Nikolay Dinev, 34, has worked as a coal miner for 12 years, but now faces an uncertain future as an EU-wide exit from coal is discussed at the COP26 climate conference in Glasgow, Scotland.
“It will be a disaster... The closure is inevitable,” Dinev told Agence France-Presse on the outskirts of the Maritsa East complex in central Bulgaria.
Bulgaria — which joined the EU in 2007, but remains one of the bloc’s poorest and most coal-dependent states — had long refrained from setting a deadline to end power production from coal.
Photo: AFP
However, the Bulgarian government last month said it would propose 2038 or 2040 as possible end dates as part of its engagements under the European Green Deal.
Miners’ trade unions protested in the capital, Sofia, calling for the government to save the sector that employs about 30,000 people.
Maritsa East employs 12,000 of them and provides more than one-third of Bulgaria’s electricity.

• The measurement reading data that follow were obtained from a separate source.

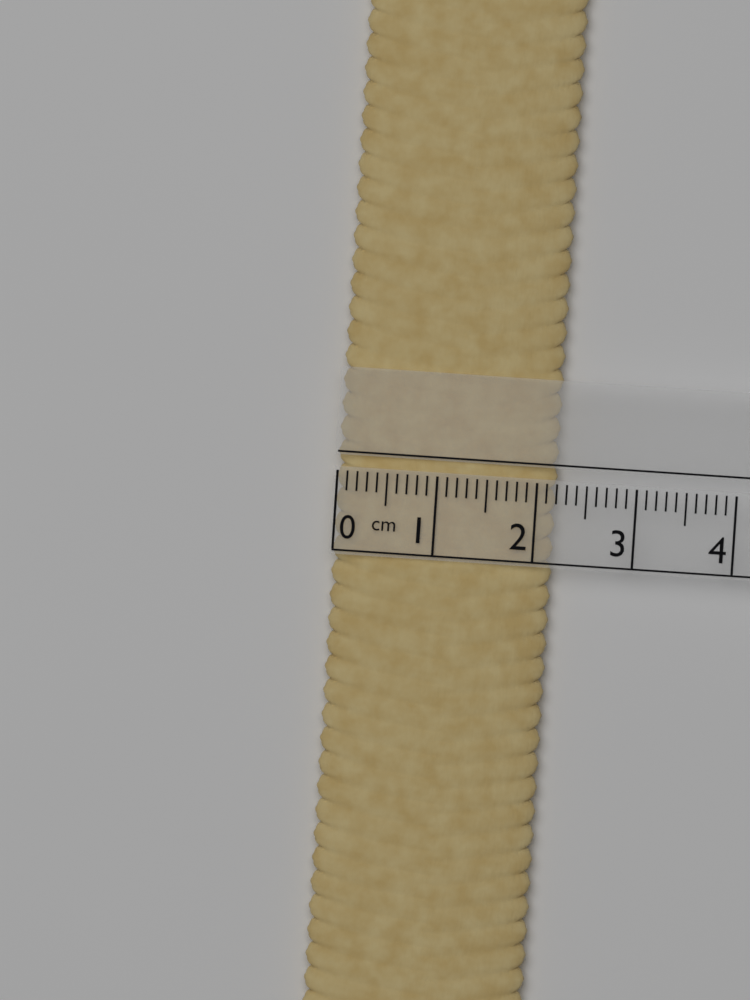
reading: 2.2 cm
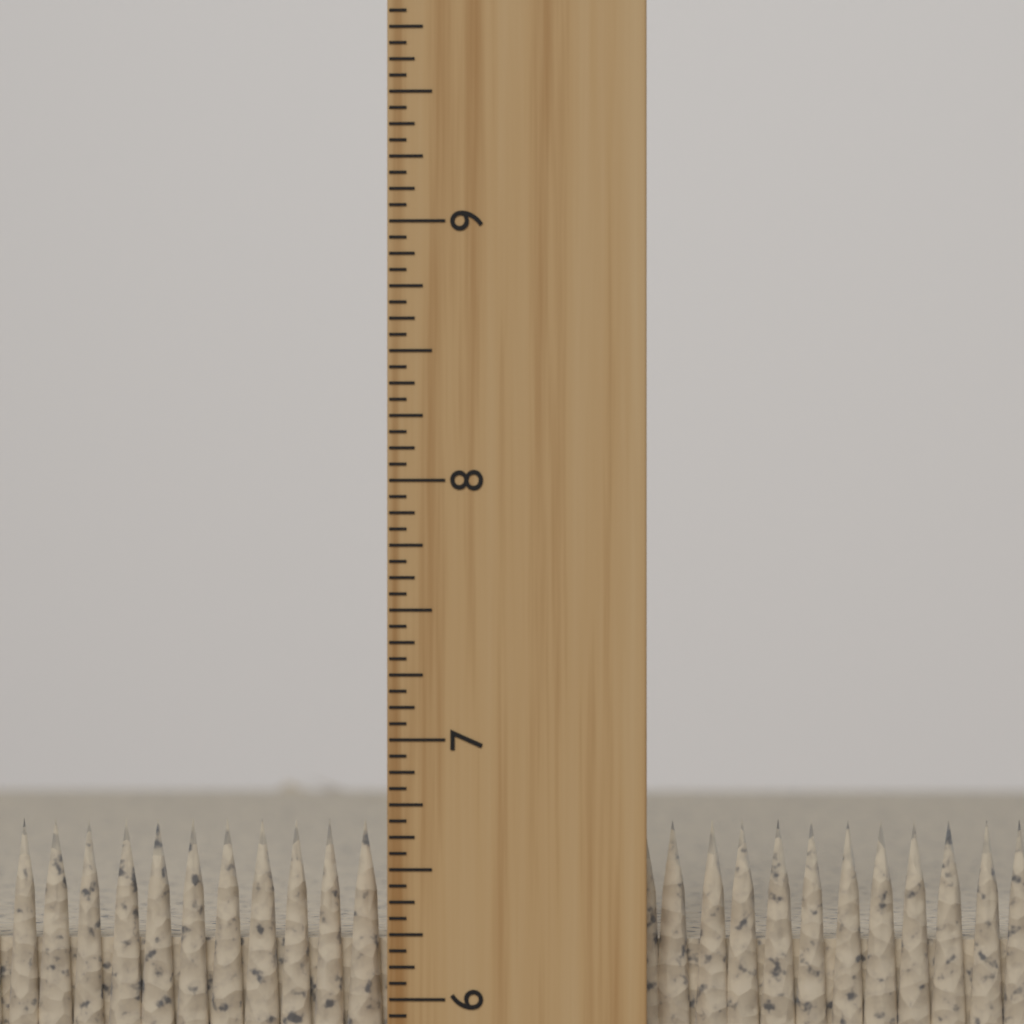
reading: 6.6875 inch
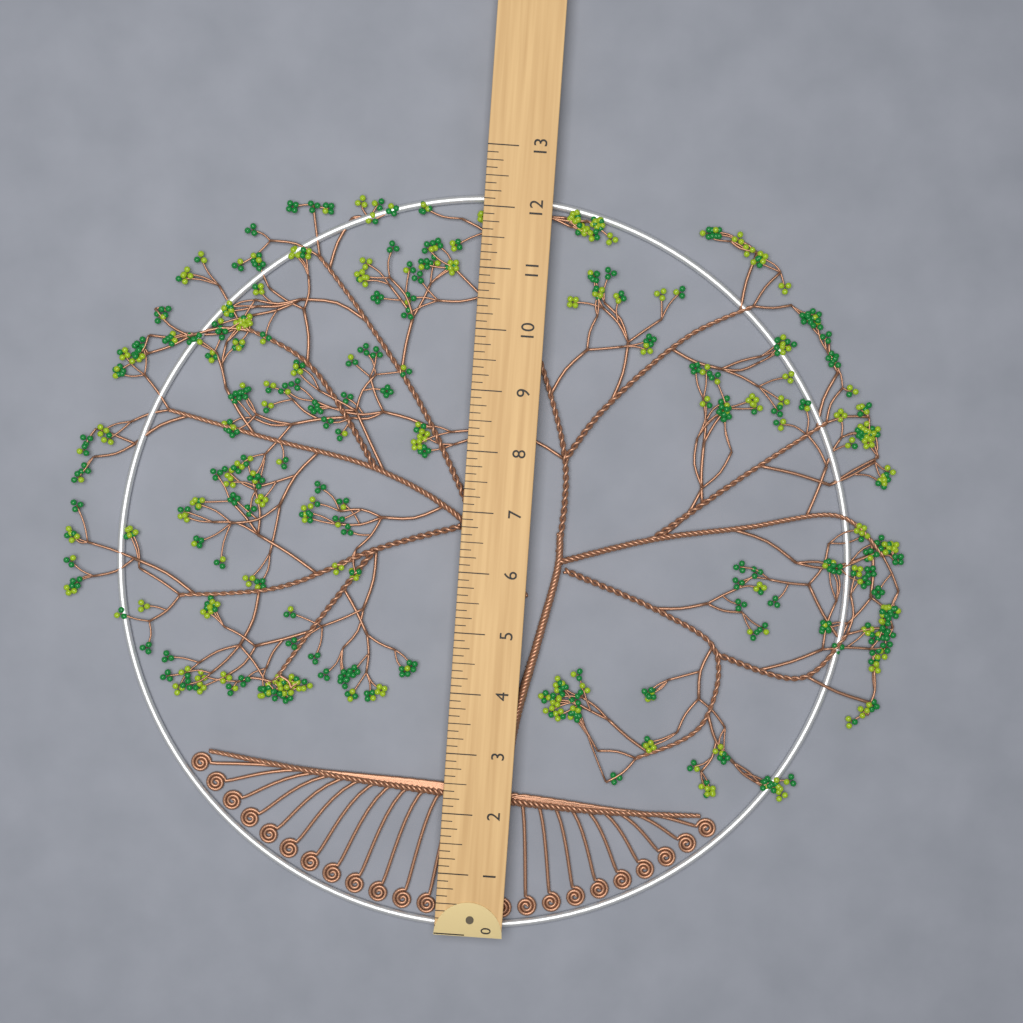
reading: 12.250 (no unit)
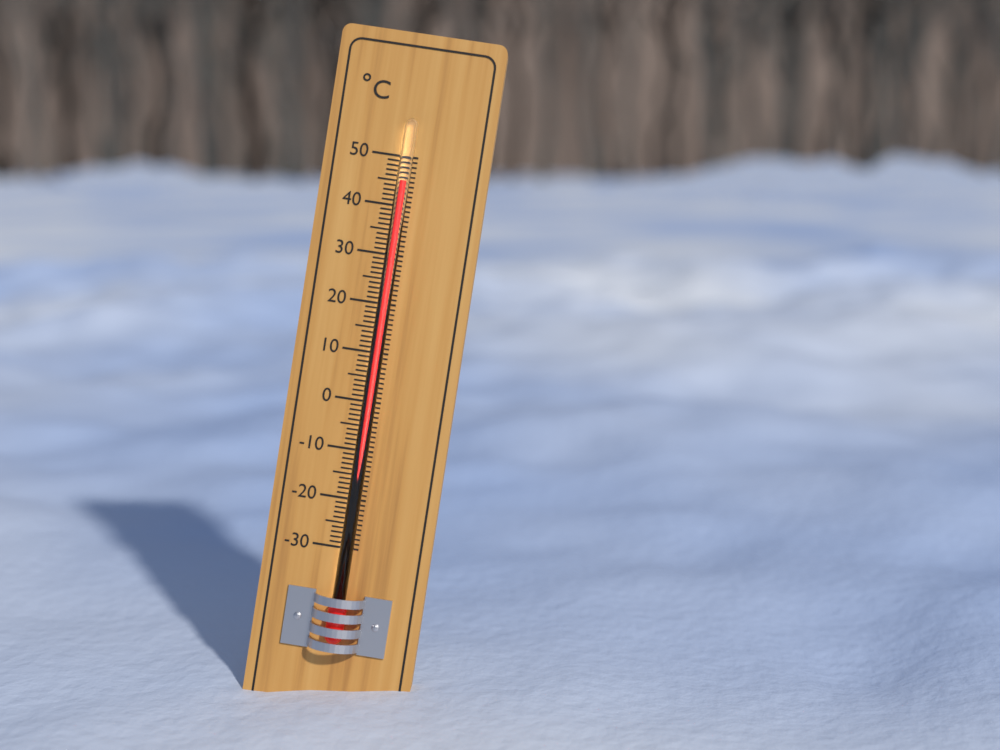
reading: 45 °C
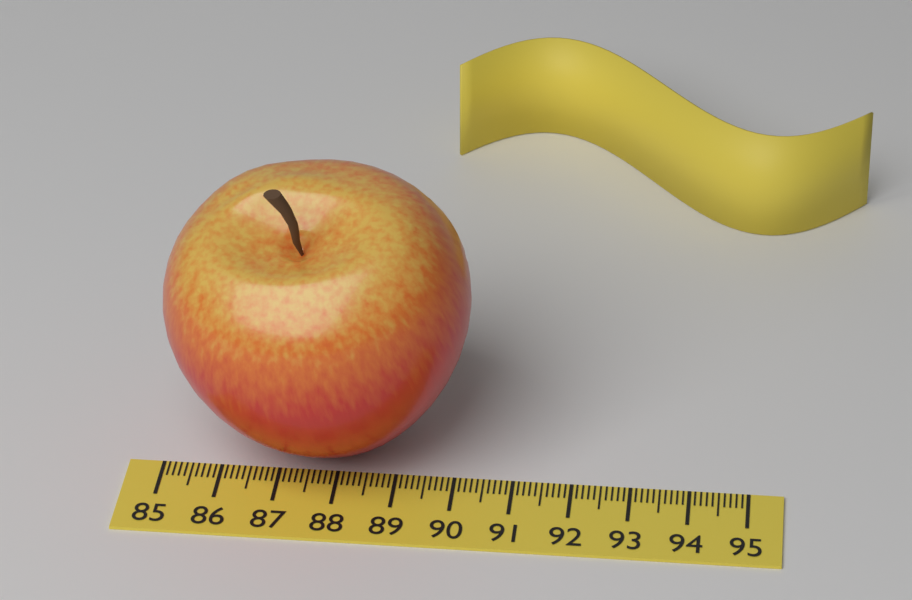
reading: 90.2 (no unit)
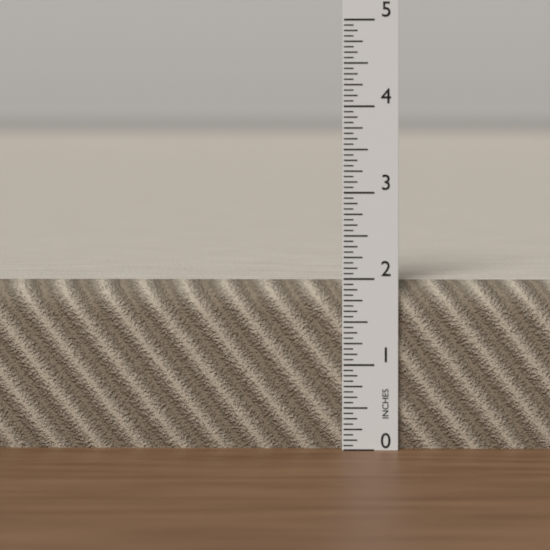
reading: 1.9375 in
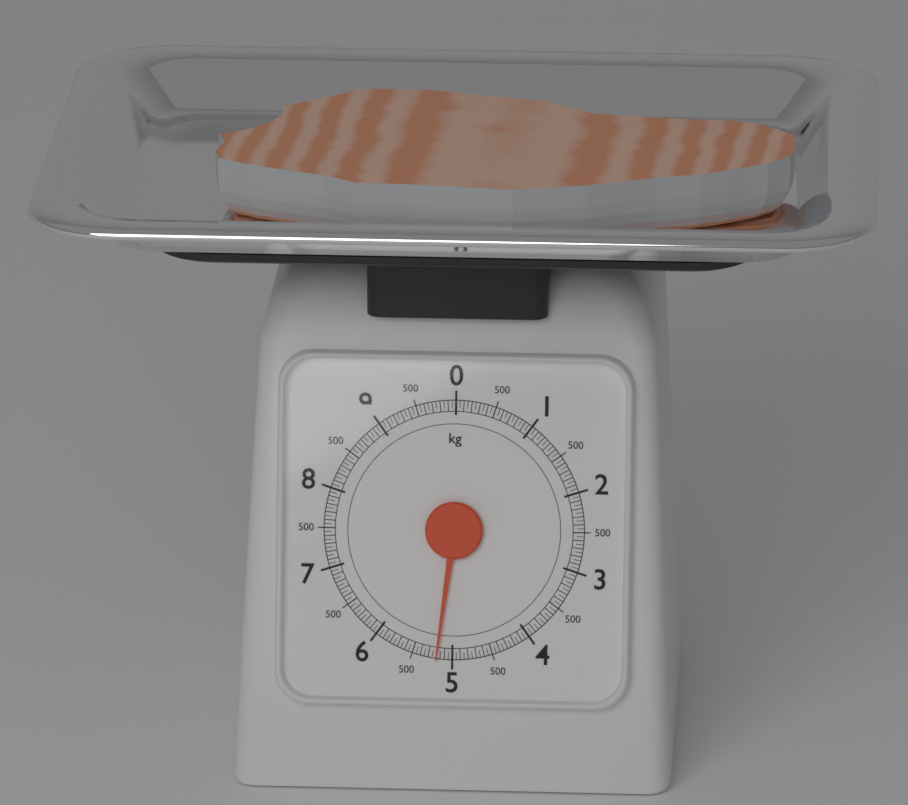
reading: 5.20 kg
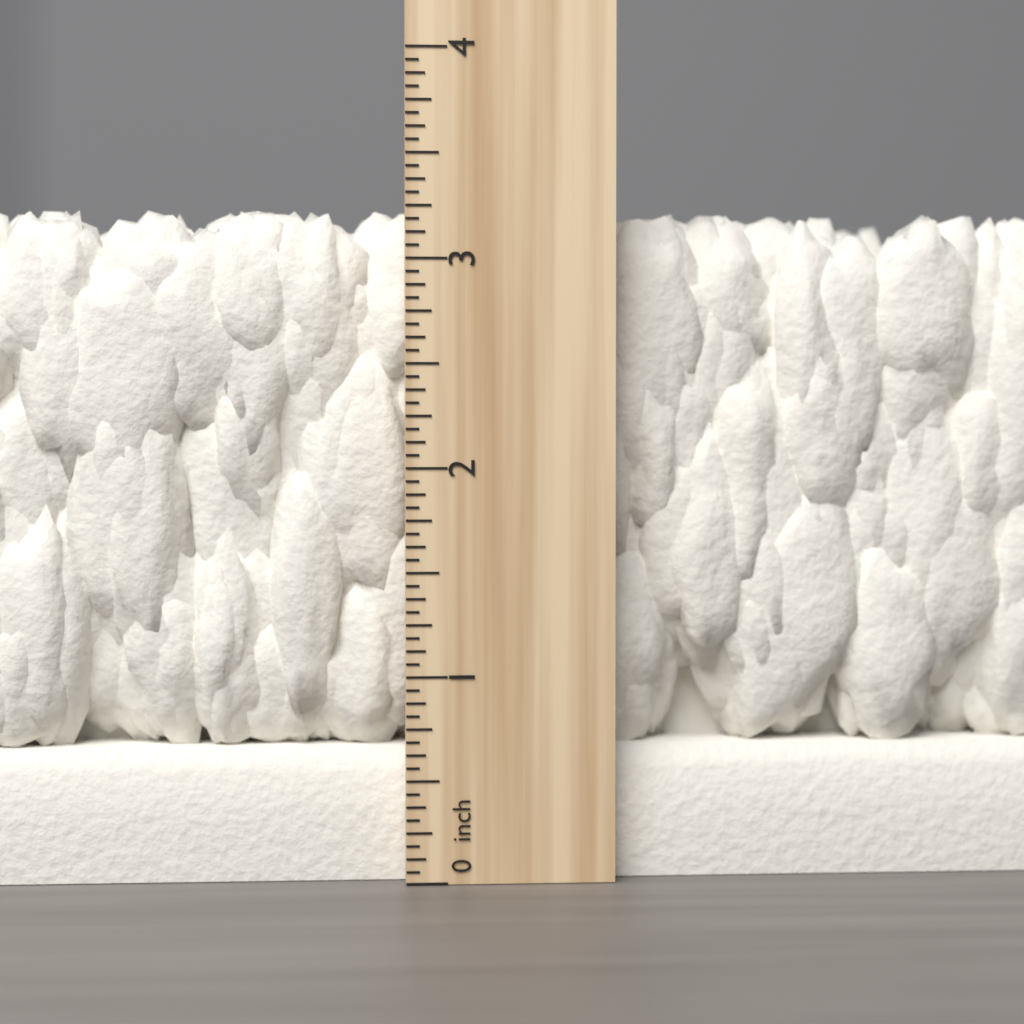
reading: 3.2500 inch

Mining has for decades been the main source of income in the region. The local deposits — discovered by a French geologist in the 19th century and later developed by Soviet engineers — still hold 1.5 billion tonnes of coal, Bulgarian Ministry of Energy data show.
The government has proposed setting up a state company to convert mining areas into industrial parks, giving jobs to former workers, but Dinev wishes he could “push back the process [of closing the mines] by 30 years” until his retirement.
“I left the army because I got 500 leva [US$296] per month, and here they offered me double,” he said, adding that this father had worked in the mines for 31 years, despite his childhood home having been engulfed by their extension.
Dinev now earns 1,500 leva a month for 12 hours a day repairing equipment — the average salary in the poorest EU country — which is “not bad for the region,” he said.
He has saved enough to build a house for his family, where they grow fruit and vegetables, and raise chicken and rabbits.
The planned shutdown is likely to affect Bulgaria as a whole.
“It’s not only the workers in the mine, but all those who depend on them. My car mechanic is also anxious,” Dinev said.